IE-4000-16GT4G-E: How Does Cisco’s Industri
Hardware Profile and Industrial Use Cases T...
The Cisco NCS2002-DC2-E= is a 2-slot DWDM chassis engineered for high-density metro and regional network deployments, supporting up to 1.2 Tbps per fiber pair. Built on Cisco’s photonic integrated circuit (PIC) technology, it provides:
Key hardware innovations include:
In lab tests replicating real-world traffic patterns, the NCS2002-DC2-E= achieved:
Operators can deploy hitless modulation format changes (QPSK to 16QAM) during live traffic, enabling capacity upgrades without service interruption.
The system’s open ZR+ compatibility allows direct peering with third-party routers, eliminating external transponders. At itmall.sale, field trials demonstrated 400G ZR+ links operating error-free over 120 km with 17 dB span loss.
With sub-100ns jitter performance, the chassis meets CPRI Option 8 and eCPRI timing requirements for C-RAN deployments.
The platform’s asymmetric channel provisioning enables SMPTE 2110 video flows (3:1 compression ratio) alongside legacy 10G SONET payloads.
Q: How does the system handle fiber cuts or amplifier failures?
The NCS2002-DC2-E= employs dual-homing protection switching with <50 ms recovery, coupled with:
Q: Can existing 100G muxponders interoperate with 400G channels?
Yes, through mixed baud rate operation (30 GBd to 95 GBd) and automatic chromatic dispersion compensation (±50,000 ps/nm).
Q: What automation tools reduce provisioning errors?
The chassis achieves 0.15 W/Gbps power consumption in 400G mode through:
In a Tier 3 data center deployment, the system reduced cooling costs by 22% compared to equivalent coherent DWDM platforms.
Stress testing under simulated environments revealed:
These specifications make the platform viable for cable landing stations and mountainous terrain deployments.
Having evaluated deployment data across European Tier 2 carriers, the NCS2002-DC2-E= proves particularly effective in networks transitioning from SONET/SDH to packet-optical architectures. Its ability to concurrently support OTN switching (ODUflex) and Ethernet transparent switching eliminates the need for separate aggregation layers. While the initial learning curve for Cisco’s Network Controller (CNC) automation suite may challenge legacy NOC teams, the platform’s 32-bit forward error correction (Soft-Decision FEC) and embedded channel monitoring reduce mean-time-to-repair (MTTR) by 63% in field operational scenarios. For operators balancing CapEx constraints with 400G readiness, this platform delivers a strategic mid-lifecycle upgrade path for 10-year-old DWDM infrastructures.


▶ _Aim of the exercise_
Copy each line of the entries beneath that contains the word "Phone".

··· Record extracts ···

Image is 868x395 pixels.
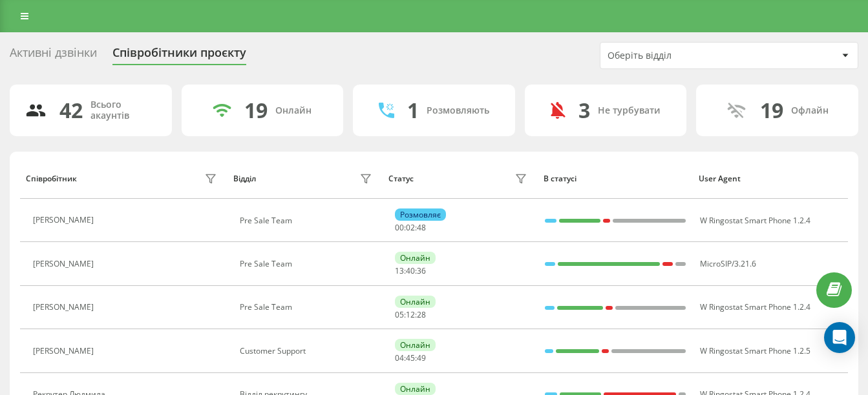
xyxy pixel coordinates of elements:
div: Онлайн [395,383,436,395]
div: 3 [578,98,590,122]
span: 02 [405,223,415,233]
span: 05 [395,310,403,321]
div: [PERSON_NAME] [33,216,96,224]
span: 45 [405,352,415,363]
div: Офлайн [791,106,828,116]
div: Оберіть відділ [607,50,761,61]
div: : : [395,267,426,275]
span: 12 [405,310,415,321]
div: Онлайн [275,106,312,116]
span: W Ringostat Smart Phone 1.2.5 [699,346,811,357]
div: В статусі [543,174,686,184]
div: 19 [244,98,267,122]
div: Pre Sale Team [239,260,375,269]
span: 04 [395,352,403,363]
span: 36 [416,265,426,276]
div: : : [395,223,426,233]
span: MicroSIP/3.21.6 [699,259,756,269]
span: 00 [395,223,403,233]
div: [PERSON_NAME] [33,260,96,269]
div: Активні дзвінки [9,45,96,66]
div: Всього акаунтів [91,99,157,121]
div: Pre Sale Team [239,216,375,225]
div: : : [395,311,426,320]
span: W Ringostat Smart Phone 1.2.4 [699,215,811,226]
div: : : [395,354,426,363]
span: 49 [416,352,426,363]
div: Онлайн [395,296,436,308]
div: Open Intercom Messenger [823,323,855,353]
div: 19 [760,98,783,122]
div: Онлайн [395,252,436,264]
div: Співробітник [26,174,77,184]
span: W Ringostat Smart Phone 1.2.4 [699,301,811,312]
div: Співробітники проєкту [112,45,246,66]
div: Customer Support [239,347,375,356]
div: Не турбувати [597,106,660,116]
div: Статус [389,174,414,184]
div: Відділ [233,174,256,184]
span: 48 [416,223,426,233]
div: User Agent [698,174,841,184]
div: Розмовляють [427,106,489,116]
div: [PERSON_NAME] [33,303,96,312]
span: 13 [395,265,403,276]
div: 42 [59,98,83,122]
span: 40 [405,265,415,276]
span: 28 [416,310,426,321]
div: [PERSON_NAME] [33,347,96,356]
div: Онлайн [395,339,436,351]
div: Pre Sale Team [239,303,375,312]
div: 1 [407,98,418,122]
div: Розмовляє [395,209,446,221]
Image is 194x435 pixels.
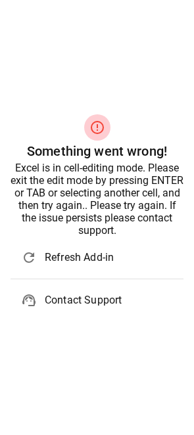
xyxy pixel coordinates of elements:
[45,250,173,265] span: Refresh Add-in
[45,292,173,308] span: Contact Support
[89,120,105,135] span: error_outline
[11,141,183,162] h6: Something went wrong!
[21,250,37,265] span: refresh
[11,162,183,237] div: Excel is in cell-editing mode. Please exit the edit mode by pressing ENTER or TAB or selecting an...
[21,292,37,308] span: support_agent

···

▶ _Result of the task_
span: W Ringostat Smart Phone 1.2.5 [699,346,811,357]
span: W Ringostat Smart Phone 1.2.4 [699,215,811,226]
span: W Ringostat Smart Phone 1.2.4 [699,301,811,312]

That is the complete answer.